After many false starts in attempting to change this system, said Flower, political and economic forces for payment reform are finally gaining real steam. And cancer care, Flower added, is leading the creation of multidisciplinary cost-conscious care models that result in better patient outcomes. “Medicine,” he said, “is increasingly being practiced as a team, and cancer care centers are ahead in this area.”

Cancer care teams have at their center the patient, who can no longer bear the ballooning costs of care. In a system in which the cost of care to patients has been maximized, Flower said that future breakthroughs in cancer care will more often be characterized by incremental, actionable medical advances rather than costly blockbuster treatments.

Flower predicted that in the current movement toward more accessible and affordable care, patients will use inexpensive tools to better communicate with their caregivers and be more active in their healthcare choices. And increasing numbers of alternative care sites will enable providers to undercut large industry players and better respond to the needs of local patients.

Key to making more efficient, less expensive models of care work, said Flower, is realizing true interoperability that is enabled by system-wide standardization of patient information.
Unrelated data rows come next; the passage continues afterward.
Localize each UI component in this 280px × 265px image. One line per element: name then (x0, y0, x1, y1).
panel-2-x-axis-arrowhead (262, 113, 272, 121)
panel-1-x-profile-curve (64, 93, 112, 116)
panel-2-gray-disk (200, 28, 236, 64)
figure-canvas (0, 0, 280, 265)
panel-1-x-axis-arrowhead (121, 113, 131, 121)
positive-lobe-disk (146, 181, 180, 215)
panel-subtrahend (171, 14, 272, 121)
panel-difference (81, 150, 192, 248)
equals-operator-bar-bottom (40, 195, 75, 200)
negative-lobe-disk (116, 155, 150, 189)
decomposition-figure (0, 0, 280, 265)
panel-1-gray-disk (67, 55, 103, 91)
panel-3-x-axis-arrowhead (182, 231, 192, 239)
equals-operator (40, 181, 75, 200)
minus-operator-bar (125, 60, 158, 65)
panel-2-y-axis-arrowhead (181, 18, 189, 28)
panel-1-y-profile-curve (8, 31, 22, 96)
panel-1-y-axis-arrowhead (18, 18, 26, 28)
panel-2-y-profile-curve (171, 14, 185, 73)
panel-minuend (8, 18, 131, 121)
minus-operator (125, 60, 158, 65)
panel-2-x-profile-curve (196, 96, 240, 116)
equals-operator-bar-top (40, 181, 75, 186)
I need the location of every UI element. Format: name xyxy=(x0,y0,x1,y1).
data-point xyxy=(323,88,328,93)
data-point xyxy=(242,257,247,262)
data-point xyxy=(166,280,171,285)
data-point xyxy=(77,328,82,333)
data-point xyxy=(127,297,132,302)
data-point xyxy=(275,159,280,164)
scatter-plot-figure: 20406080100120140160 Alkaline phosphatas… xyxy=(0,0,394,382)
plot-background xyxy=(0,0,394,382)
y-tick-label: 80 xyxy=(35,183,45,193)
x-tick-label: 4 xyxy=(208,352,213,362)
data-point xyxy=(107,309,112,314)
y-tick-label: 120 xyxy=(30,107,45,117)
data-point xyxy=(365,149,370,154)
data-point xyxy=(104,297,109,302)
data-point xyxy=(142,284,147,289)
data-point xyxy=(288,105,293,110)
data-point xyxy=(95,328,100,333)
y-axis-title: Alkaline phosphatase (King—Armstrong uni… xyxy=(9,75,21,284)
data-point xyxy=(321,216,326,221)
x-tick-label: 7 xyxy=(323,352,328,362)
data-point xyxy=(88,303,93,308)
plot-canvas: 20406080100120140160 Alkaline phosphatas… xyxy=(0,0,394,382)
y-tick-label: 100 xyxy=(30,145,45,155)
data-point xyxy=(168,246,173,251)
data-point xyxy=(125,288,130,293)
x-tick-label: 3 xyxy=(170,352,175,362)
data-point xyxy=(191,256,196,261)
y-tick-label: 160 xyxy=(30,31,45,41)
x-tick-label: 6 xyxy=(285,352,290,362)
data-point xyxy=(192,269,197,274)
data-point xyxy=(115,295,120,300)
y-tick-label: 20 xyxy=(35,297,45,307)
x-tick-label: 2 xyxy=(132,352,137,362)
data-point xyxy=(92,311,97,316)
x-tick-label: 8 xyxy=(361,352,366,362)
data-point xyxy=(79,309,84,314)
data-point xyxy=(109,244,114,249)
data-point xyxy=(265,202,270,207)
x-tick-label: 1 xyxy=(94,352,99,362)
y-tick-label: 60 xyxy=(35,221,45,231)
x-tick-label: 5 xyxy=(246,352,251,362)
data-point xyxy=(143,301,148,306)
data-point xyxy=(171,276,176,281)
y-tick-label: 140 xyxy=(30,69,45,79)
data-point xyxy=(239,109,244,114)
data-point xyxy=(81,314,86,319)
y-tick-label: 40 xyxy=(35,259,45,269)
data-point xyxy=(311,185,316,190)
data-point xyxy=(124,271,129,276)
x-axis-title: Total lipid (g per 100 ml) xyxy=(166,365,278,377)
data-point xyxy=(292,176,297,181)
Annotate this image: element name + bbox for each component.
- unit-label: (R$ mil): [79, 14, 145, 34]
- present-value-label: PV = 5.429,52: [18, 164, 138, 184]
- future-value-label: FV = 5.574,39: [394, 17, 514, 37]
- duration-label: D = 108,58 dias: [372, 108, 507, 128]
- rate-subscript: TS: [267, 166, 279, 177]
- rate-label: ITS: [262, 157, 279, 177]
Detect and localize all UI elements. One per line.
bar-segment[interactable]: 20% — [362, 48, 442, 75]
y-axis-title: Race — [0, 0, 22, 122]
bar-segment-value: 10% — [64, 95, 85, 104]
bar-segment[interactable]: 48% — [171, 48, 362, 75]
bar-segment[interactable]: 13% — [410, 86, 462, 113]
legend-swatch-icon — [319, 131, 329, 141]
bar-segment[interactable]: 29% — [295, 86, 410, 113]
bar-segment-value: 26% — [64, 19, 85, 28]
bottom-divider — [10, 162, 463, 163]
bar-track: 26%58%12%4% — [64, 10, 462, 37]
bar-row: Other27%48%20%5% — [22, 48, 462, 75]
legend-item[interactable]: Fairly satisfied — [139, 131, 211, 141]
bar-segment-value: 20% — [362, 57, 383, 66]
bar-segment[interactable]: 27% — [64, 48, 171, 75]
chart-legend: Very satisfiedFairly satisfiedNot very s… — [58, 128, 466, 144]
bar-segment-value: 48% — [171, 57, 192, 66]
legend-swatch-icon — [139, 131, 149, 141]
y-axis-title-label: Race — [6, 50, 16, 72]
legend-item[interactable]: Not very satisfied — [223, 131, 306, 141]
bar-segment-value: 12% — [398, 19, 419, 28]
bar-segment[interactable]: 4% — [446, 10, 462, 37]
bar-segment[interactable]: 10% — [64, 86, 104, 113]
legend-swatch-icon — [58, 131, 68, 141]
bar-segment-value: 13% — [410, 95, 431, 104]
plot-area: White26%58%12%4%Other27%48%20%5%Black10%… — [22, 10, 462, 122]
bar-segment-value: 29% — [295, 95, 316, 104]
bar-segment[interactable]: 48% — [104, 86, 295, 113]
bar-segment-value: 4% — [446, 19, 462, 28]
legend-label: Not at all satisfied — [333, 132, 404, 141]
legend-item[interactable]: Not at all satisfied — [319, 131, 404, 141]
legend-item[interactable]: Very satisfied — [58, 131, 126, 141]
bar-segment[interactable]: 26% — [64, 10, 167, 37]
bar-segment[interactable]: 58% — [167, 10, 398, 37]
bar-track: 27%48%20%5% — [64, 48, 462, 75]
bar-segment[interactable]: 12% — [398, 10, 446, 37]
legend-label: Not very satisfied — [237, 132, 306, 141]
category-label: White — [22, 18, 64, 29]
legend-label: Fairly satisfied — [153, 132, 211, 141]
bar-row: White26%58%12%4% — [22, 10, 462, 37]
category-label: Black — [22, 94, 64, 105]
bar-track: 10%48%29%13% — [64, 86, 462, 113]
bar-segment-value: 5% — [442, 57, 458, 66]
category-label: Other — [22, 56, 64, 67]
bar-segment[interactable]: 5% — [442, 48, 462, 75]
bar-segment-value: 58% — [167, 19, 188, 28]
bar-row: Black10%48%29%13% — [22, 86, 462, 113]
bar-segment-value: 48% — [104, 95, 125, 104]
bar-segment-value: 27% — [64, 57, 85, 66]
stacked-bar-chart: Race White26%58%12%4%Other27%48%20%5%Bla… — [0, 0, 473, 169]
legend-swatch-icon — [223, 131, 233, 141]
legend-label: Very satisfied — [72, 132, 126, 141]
When patients can access the information currently available only to their providers and payers, said Flower, they will be empowered to demand the price transparency that will enable them to make cost-conscious healthcare decisions.

This consumer-directed care, Flower emphasized, will enable an advent of technology that is truly accessible and affordable. Healthcare will become more personalized, and personalized healthcare will become more affordable.